If you’re a really small company, these principles may be executed with five people but it is still the same.
3. Expect preparation
Strategic planning is garbage in, garbage out. Every person participating in strategic planning should be expected to prepare for a strategy conversation. This can be by developing information or learning more about the mechanics of the business.
4. Create the right environment
Creating a safe harbour, a place where people feel safe about having strategy conversations is as important as making sure the physical environment (such as an off-site location) is suited to creativity. Many companies hire facilitators to keep the meeting on track.
5. Build your plan
Entrepreneurs have a lot of anxiety about writing a plan. However this is actually the easy part if you have done your homework. Components of a strategic plan usually include; an executive summary, financial projections, SWOT analysis, external factors, market/competitive analysis, vision map and action plan.
6. Focus on growth and value
Often companies engage in operational planning and call it strategic planning. Continuing to do what you have always done is not strategy at all (unless you have weighed alternatives). Focus on how you will grow the business, what product or service innovations will improve the customer experience?
7. Organise around strategic objectives and an actionable plan
The number one thing that should come out of a strategic plan is unity. Having about four or five overarching objectives that serve as a script for the management team.
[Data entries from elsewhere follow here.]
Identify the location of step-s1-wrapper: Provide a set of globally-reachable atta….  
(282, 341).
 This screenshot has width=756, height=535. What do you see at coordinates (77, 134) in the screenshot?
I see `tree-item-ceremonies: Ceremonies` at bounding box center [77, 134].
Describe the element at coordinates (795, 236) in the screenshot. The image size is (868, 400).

They should be illustrated in some form of vision map that can be shared with managers (and perhaps all employees).
I get to clean up after a lot of companies who hold strategy sessions and fail to put their strategy into action. Don’t even bother doing strategic planning if you don’t come out of it with an actionable plan, with an assigned champion and due dates. When action items are organised by objectives, the objectives remain alive even after action items are completed.
8. Gamify
The most successful companies I’ve been around are the ones with clear intention about converting their strategic plan into their corporate DNA. They do this by:
- Sharing their vision map with a broad group of people
- Building a corporate scorecard
- Tie their performance management (including incentive plans) back to the strategy
- Celebrate wins and engage their employees in the process.
9. Execute relentlessly
As Mike Tyson once said, “everyone has a plan until they get punched in the mouth.”
If you only take one thing from this post it should be this: MEET WITH YOUR TEAM EVERY MONTH OR QUARTER TO REVIEW THE STRATEGY AND ACTION PLAN, PERIOD.
10. Think of strategic planning as a process and not an event
Companies operate on all types of cycles. Whether you engage in strategic planning annually or quarterly, it must be a repeatable process (strategy, budget, scorecard, performance management, action plan). Rinse and repeat every year.
Great leaders inspire others with their vision. They don’t get caught in the trap of being operators every day without connection to the broader strategy. Reinforce your plan every day, until every employee understands it and buys in to your vision.
This article was originally featured in the Vistage Research Centre.